Tasha Groves said...

The following women were killed in the crash, outside Saigon, of the C5-A Galaxy transporting Vietnamese children out of the country on April 4, 1975. All of the women were working for various U.S. government agencies in Saigon at the time of their deaths with the exception of Theresa Drye (a child) and Laurie Stark (a teacher). Sharon Wesley had previously worked for both the American Red Cross and Army Special Services. She chose to stay on in Vietnam after the pullout of U.S. military forces in 1973.

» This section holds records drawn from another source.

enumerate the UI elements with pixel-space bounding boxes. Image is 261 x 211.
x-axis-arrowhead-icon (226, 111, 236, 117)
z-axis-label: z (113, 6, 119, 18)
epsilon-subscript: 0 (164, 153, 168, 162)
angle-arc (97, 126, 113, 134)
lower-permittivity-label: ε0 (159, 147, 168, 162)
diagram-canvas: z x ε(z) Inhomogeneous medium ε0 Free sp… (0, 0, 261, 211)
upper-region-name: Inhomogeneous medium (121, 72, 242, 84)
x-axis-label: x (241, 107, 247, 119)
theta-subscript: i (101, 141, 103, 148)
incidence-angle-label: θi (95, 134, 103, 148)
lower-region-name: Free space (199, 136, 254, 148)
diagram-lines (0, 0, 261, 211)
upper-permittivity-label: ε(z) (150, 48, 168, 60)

Barbara Adams | Clara Bayot | Nova Bell | Arleta Bertwell | Helen Blackburn | Ann Bottorff | Celeste Brown | Vivienne Clark | Juanita Creel | Mary Ann Crouch | Dorothy Curtiss | Twila Donelson | Helen Drye | Theresa Drye | Mary Lyn Eichen | Elizabeth Fugino | Ruthanne Gasper | Beverly Herbert | Penelope Hindman | Vera Hollibaugh | Dorothy Howard | Barbara Kauvulia | Barbara Maier | Rebecca Martin | Sara Martini | Martha Middlebrook | Katherine Moore | Marta Moschkin | Marion Polgrean | June Poulton | Joan Pray | Sayonna Randall | Anne Reynolds | Marjorie Snow | Laurie Stark | Barbara Stout | Doris Jean Watkins | Sharon Wesley

Honorus Wagner said...

Re: Poll on Airport Security Fee

The TSA’s system is reactionary, and stupid. How about a thorough revision of the present security system for cutting costs. For example, the coded alert system that airport blare over their PAs is completely irrelevant. All the time, an orange alert is in place. Who cares? It has become meaningless. Cut out this constant warnings would save a small amount of electricity and manpower.

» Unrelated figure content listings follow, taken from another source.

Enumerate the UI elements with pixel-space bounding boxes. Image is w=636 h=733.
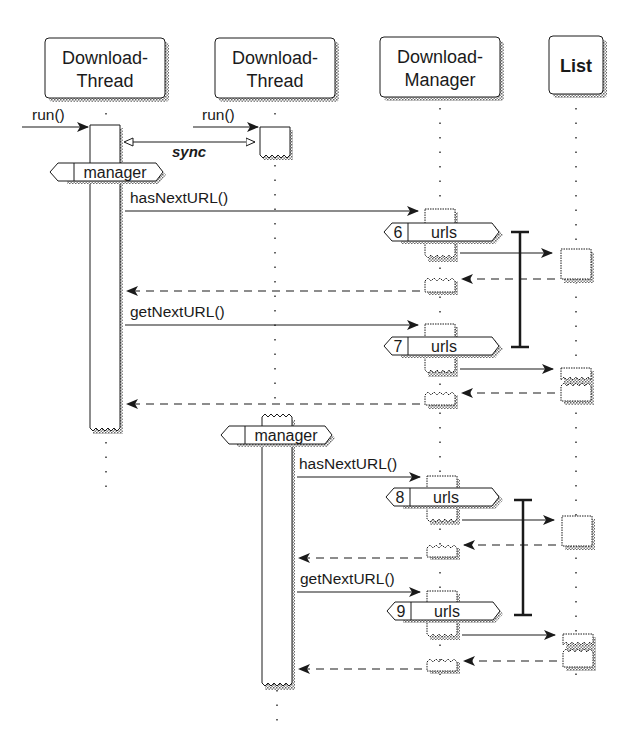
message-label: getNextURL() <box>300 570 395 587</box>
activation-dm-8-return <box>427 545 460 560</box>
activation-list-4 <box>563 634 596 671</box>
tag-label: manager <box>83 164 147 181</box>
header-label: List <box>560 56 592 76</box>
message-getnexturl-1: getNextURL() <box>125 303 418 325</box>
lifeline-header-download-thread-2: Download- Thread <box>215 38 339 102</box>
activation-bar-thread-2-blocked <box>260 127 293 160</box>
header-label-line1: Download- <box>397 47 483 67</box>
sync-link: sync <box>125 142 255 160</box>
tag-label: urls <box>434 603 460 620</box>
field-access-tag-urls-7: 7 urls <box>384 337 503 358</box>
lifeline-header-download-thread-1: Download- Thread <box>45 38 169 102</box>
field-access-tag-urls-9: 9 urls <box>387 602 503 623</box>
message-label: hasNextURL() <box>299 455 397 472</box>
message-label: run() <box>32 106 65 123</box>
header-label-line2: Thread <box>76 71 133 91</box>
message-hasnexturl-1: hasNextURL() <box>125 189 418 211</box>
header-label-line1: Download- <box>62 48 148 68</box>
tag-number: 6 <box>394 224 403 241</box>
field-access-tag-urls-8: 8 urls <box>386 488 503 509</box>
message-run-2: run() <box>193 106 258 127</box>
message-label: run() <box>202 106 235 123</box>
message-label: getNextURL() <box>130 303 225 320</box>
tag-label: urls <box>433 489 459 506</box>
tag-label: urls <box>431 338 457 355</box>
activation-dm-7-return <box>425 392 458 409</box>
tag-label: manager <box>254 427 318 444</box>
activation-list-2 <box>561 368 594 405</box>
sequence-diagram: Download- Thread Download- Thread Downlo… <box>0 0 636 733</box>
activation-bar-thread-2 <box>262 414 295 690</box>
tag-label: urls <box>431 224 457 241</box>
tag-number: 7 <box>394 338 403 355</box>
field-access-tag-manager-1: manager <box>50 163 166 184</box>
lifeline-header-list: List <box>549 36 607 98</box>
message-label: hasNextURL() <box>130 189 228 206</box>
tag-number: 8 <box>396 489 405 506</box>
field-access-tag-manager-2: manager <box>221 426 335 447</box>
activation-list-1 <box>561 249 594 283</box>
sync-label: sync <box>172 143 207 160</box>
interval-constraint-1 <box>511 232 529 347</box>
field-access-tag-urls-6: 6 urls <box>384 223 503 244</box>
tag-number: 9 <box>397 603 406 620</box>
lifeline-header-download-manager: Download- Manager <box>380 37 504 101</box>
header-label-line2: Thread <box>246 71 303 91</box>
header-label-line1: Download- <box>232 48 318 68</box>
header-label-line2: Manager <box>404 70 475 90</box>
activation-dm-9-return <box>427 659 460 674</box>
activation-dm-6-return <box>425 278 458 295</box>
interval-constraint-2 <box>514 500 532 615</box>
message-run-1: run() <box>22 106 88 127</box>
message-hasnexturl-2: hasNextURL() <box>297 455 420 477</box>
activation-list-3 <box>562 516 595 550</box>
message-getnexturl-2: getNextURL() <box>297 570 420 592</box>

What about the liberal number of TSA employees stationed at every airport? When was the last time the TSA audited its staff, which was built up in the post-9-11 years? What about the efficacy of plainsclothes policeman (more common in Great Britain). Has anyone considered using the National Guard for airport security instead, now that military enrollment is up again? Finally, is the shoe and liquid thing relevant at every airport in the US, even for domestic flights?

A blind tax hike is a dumb solution to a problem that needs to be assessed, audited, and reorganized. The onus is on the government to do that, not the taxpayer, not the airlines. This was a Bush-era bloat problem that is ready to be revised. The Obama team needs to take a careful look at where to avoid taxes, and the nation’s airports are practically a giveaway place to start.